What is dog rehearsal?
A client asked me why her dog always barked at the postman. The answer is dog rehearsal. The postman arrives, your dog barks, Postie goes away again. Then he comes back another day and it happens again, day after day. In your dog’s head, barking at the postman works. The arrival of the postman becomes a trigger for a conditioned response.
Spotting Dog Rehearsal
Once you understand rehearsal, you will start to see it and recognise it. Barking out the window, barking at birds, barking when the doorbell goes, barking at other dogs. Like any activity, the more it’s rehearsed the better we get at it and this is the same for our dogs. If we allow the constant rehearsal of these unwanted behaviours they become a default behaviour.
Break the cycle
One of the keys to stopping some of these unwanted behaviours is stopping the daily rehearsal. Breaking the cycle. We don’t do this in an aggressive way, by shouting or squirting water or other adverse training methods. Most of these are high arousal in themselves and just add another level of stress and excitement into the situation.
Management of dog rehearsal
The first and easiest way to stop dog rehearsal of unwanted behaviours is with management. Management gets a bad rap with some trainers who don’t consider it ‘training’. But if you don’t start to manage the situation you will be constantly working in the moment or trying to slap down the output behaviour as it occurs.
Let’s use barking out the window as an example. Your neighbor slams their car door shut and your dog barks out the window. The noise of the car door is a trigger to the dog, it creates anxiety and the conditioned response is to jump up and bark to get the ‘threat’ to go away.
Working ‘in the moment’ would be trying to control this output behavior. People may use things like squirting water, shouting or smacking the dog even shock collars. While some of these methods may work at the time. Long term they erode a dog’s confidence and their trust for you. Plus cessation of the behaviour (barking) is dependent on you being there to command or punish your dog.
Instead using management we would prevent the dog from having access to the window with baby gates or moving the furniture, maybe block the view using frosted film. This would be a start by breaking the cycle of trigger-stress-response.
A dog that can think!
Then we would work with the dog to build calmness around the window and reduce anxiety. First this would be done without any of the triggers present. Helping your dog to feel less worried. Then, we would gently start to reintroduce some of the original triggers, desensitizing them in a positive way. What we are working towards is a dog who can make their own decisions about what they can safely ignore. The outcome is you don’t need to be there to cue your dog to make the right decision.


Transcribe all of the records precisely as they are presented.

== MATERIAL PROVIDED

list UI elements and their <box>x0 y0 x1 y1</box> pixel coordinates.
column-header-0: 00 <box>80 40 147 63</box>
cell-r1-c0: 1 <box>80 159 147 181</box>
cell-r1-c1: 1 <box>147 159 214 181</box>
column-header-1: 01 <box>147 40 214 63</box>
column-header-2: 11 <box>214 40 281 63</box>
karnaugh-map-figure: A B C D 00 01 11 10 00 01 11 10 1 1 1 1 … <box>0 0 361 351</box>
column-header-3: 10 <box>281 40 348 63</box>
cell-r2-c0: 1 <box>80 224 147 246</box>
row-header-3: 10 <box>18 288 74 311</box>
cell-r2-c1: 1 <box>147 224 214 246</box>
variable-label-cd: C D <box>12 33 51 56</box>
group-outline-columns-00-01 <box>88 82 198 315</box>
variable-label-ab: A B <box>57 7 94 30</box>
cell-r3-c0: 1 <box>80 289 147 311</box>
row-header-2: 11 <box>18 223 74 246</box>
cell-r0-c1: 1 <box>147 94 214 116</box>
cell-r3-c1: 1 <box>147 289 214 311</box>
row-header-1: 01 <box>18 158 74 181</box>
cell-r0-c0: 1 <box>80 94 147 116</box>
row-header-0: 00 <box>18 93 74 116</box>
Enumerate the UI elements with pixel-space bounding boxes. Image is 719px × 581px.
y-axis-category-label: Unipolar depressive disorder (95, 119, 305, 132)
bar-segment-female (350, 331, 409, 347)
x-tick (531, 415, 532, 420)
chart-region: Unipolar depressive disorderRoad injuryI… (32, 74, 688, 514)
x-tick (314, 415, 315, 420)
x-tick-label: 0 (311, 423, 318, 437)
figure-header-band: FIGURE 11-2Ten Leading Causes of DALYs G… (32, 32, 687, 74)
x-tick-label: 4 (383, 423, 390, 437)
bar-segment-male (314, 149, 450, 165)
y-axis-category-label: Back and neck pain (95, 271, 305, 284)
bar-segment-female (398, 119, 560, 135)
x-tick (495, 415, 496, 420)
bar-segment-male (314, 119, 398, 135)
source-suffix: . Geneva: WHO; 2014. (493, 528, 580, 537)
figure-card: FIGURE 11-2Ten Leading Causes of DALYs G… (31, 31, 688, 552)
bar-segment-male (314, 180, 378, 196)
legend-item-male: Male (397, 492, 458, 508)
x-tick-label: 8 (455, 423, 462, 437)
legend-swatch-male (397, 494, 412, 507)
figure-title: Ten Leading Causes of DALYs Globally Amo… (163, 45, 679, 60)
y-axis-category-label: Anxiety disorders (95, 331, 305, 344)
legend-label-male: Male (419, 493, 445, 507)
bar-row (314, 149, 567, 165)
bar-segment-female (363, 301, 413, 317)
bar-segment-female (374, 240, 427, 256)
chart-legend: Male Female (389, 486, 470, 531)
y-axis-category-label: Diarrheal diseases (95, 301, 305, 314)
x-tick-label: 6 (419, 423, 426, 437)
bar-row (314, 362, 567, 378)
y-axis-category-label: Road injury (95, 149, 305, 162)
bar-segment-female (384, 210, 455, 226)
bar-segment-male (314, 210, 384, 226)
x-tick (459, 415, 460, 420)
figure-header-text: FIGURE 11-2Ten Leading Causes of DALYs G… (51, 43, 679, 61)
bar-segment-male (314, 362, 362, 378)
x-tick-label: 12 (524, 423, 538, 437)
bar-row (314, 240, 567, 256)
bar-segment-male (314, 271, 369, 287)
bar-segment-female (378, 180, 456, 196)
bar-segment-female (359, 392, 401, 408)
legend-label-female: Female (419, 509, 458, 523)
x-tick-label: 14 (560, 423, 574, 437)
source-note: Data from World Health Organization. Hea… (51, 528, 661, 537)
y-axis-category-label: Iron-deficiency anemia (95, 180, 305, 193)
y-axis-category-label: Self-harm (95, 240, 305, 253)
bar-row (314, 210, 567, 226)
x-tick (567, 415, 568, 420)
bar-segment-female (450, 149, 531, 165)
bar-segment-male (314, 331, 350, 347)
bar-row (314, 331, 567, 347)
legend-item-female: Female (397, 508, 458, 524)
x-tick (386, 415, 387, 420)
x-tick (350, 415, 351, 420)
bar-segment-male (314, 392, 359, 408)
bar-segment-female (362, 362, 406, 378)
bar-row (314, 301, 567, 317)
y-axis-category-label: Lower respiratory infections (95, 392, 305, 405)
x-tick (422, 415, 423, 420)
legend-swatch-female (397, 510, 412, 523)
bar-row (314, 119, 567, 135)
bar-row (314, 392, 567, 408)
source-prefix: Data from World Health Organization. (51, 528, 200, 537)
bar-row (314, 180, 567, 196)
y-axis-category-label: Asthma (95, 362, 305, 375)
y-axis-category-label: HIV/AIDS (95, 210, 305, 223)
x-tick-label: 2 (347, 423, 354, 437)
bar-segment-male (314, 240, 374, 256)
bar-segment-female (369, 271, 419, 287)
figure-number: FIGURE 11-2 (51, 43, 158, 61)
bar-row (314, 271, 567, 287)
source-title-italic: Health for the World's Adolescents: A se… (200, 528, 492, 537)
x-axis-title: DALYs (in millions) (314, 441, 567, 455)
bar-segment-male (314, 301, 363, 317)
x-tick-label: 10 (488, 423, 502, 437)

====

▶ **OUTPUT FOR THIS TASK**:
list UI elements and their <box>x0 y0 x1 y1</box> pixel coordinates.
column-header-0: 00 <box>80 40 147 63</box>
cell-r1-c0: 1 <box>80 159 147 181</box>
cell-r1-c1: 1 <box>147 159 214 181</box>
column-header-1: 01 <box>147 40 214 63</box>
column-header-2: 11 <box>214 40 281 63</box>
karnaugh-map-figure: A B C D 00 01 11 10 00 01 11 10 1 1 1 1 … <box>0 0 361 351</box>
column-header-3: 10 <box>281 40 348 63</box>
cell-r2-c0: 1 <box>80 224 147 246</box>
row-header-3: 10 <box>18 288 74 311</box>
cell-r2-c1: 1 <box>147 224 214 246</box>
variable-label-cd: C D <box>12 33 51 56</box>
group-outline-columns-00-01 <box>88 82 198 315</box>
variable-label-ab: A B <box>57 7 94 30</box>
cell-r3-c0: 1 <box>80 289 147 311</box>
row-header-2: 11 <box>18 223 74 246</box>
cell-r0-c1: 1 <box>147 94 214 116</box>
cell-r3-c1: 1 <box>147 289 214 311</box>
row-header-1: 01 <box>18 158 74 181</box>
cell-r0-c0: 1 <box>80 94 147 116</box>
row-header-0: 00 <box>18 93 74 116</box>
Enumerate the UI elements with pixel-space bounding boxes. Image is 719px × 581px.
y-axis-category-label: Unipolar depressive disorder (95, 119, 305, 132)
bar-segment-female (350, 331, 409, 347)
x-tick (531, 415, 532, 420)
chart-region: Unipolar depressive disorderRoad injuryI… (32, 74, 688, 514)
x-tick (314, 415, 315, 420)
x-tick-label: 0 (311, 423, 318, 437)
figure-header-band: FIGURE 11-2Ten Leading Causes of DALYs G… (32, 32, 687, 74)
x-tick-label: 4 (383, 423, 390, 437)
bar-segment-male (314, 149, 450, 165)
y-axis-category-label: Back and neck pain (95, 271, 305, 284)
bar-segment-female (398, 119, 560, 135)
x-tick (495, 415, 496, 420)
bar-segment-male (314, 119, 398, 135)
source-suffix: . Geneva: WHO; 2014. (493, 528, 580, 537)
figure-card: FIGURE 11-2Ten Leading Causes of DALYs G… (31, 31, 688, 552)
bar-segment-male (314, 180, 378, 196)
legend-item-male: Male (397, 492, 458, 508)
x-tick-label: 8 (455, 423, 462, 437)
legend-swatch-male (397, 494, 412, 507)
figure-title: Ten Leading Causes of DALYs Globally Amo… (163, 45, 679, 60)
y-axis-category-label: Anxiety disorders (95, 331, 305, 344)
legend-label-male: Male (419, 493, 445, 507)
bar-row (314, 149, 567, 165)
bar-segment-female (363, 301, 413, 317)
bar-segment-female (374, 240, 427, 256)
chart-legend: Male Female (389, 486, 470, 531)
y-axis-category-label: Diarrheal diseases (95, 301, 305, 314)
x-tick-label: 6 (419, 423, 426, 437)
bar-row (314, 362, 567, 378)
y-axis-category-label: Road injury (95, 149, 305, 162)
bar-segment-female (384, 210, 455, 226)
bar-segment-male (314, 210, 384, 226)
x-tick (459, 415, 460, 420)
figure-header-text: FIGURE 11-2Ten Leading Causes of DALYs G… (51, 43, 679, 61)
bar-segment-male (314, 362, 362, 378)
x-tick-label: 12 (524, 423, 538, 437)
bar-row (314, 240, 567, 256)
bar-segment-male (314, 271, 369, 287)
bar-segment-female (378, 180, 456, 196)
bar-segment-female (359, 392, 401, 408)
legend-label-female: Female (419, 509, 458, 523)
x-tick-label: 14 (560, 423, 574, 437)
source-note: Data from World Health Organization. Hea… (51, 528, 661, 537)
y-axis-category-label: Iron-deficiency anemia (95, 180, 305, 193)
y-axis-category-label: Self-harm (95, 240, 305, 253)
bar-row (314, 210, 567, 226)
x-tick (567, 415, 568, 420)
bar-segment-female (450, 149, 531, 165)
bar-segment-male (314, 331, 350, 347)
bar-row (314, 331, 567, 347)
legend-item-female: Female (397, 508, 458, 524)
x-tick (386, 415, 387, 420)
x-tick (350, 415, 351, 420)
bar-segment-male (314, 392, 359, 408)
bar-segment-female (362, 362, 406, 378)
bar-row (314, 301, 567, 317)
y-axis-category-label: Lower respiratory infections (95, 392, 305, 405)
x-tick (422, 415, 423, 420)
legend-swatch-female (397, 510, 412, 523)
bar-row (314, 119, 567, 135)
bar-row (314, 392, 567, 408)
source-prefix: Data from World Health Organization. (51, 528, 200, 537)
bar-row (314, 180, 567, 196)
y-axis-category-label: Asthma (95, 362, 305, 375)
y-axis-category-label: HIV/AIDS (95, 210, 305, 223)
x-tick-label: 2 (347, 423, 354, 437)
bar-segment-male (314, 240, 374, 256)
bar-segment-female (369, 271, 419, 287)
figure-number: FIGURE 11-2 (51, 43, 158, 61)
bar-row (314, 271, 567, 287)
source-title-italic: Health for the World's Adolescents: A se… (200, 528, 492, 537)
x-axis-title: DALYs (in millions) (314, 441, 567, 455)
bar-segment-male (314, 301, 363, 317)
x-tick-label: 10 (488, 423, 502, 437)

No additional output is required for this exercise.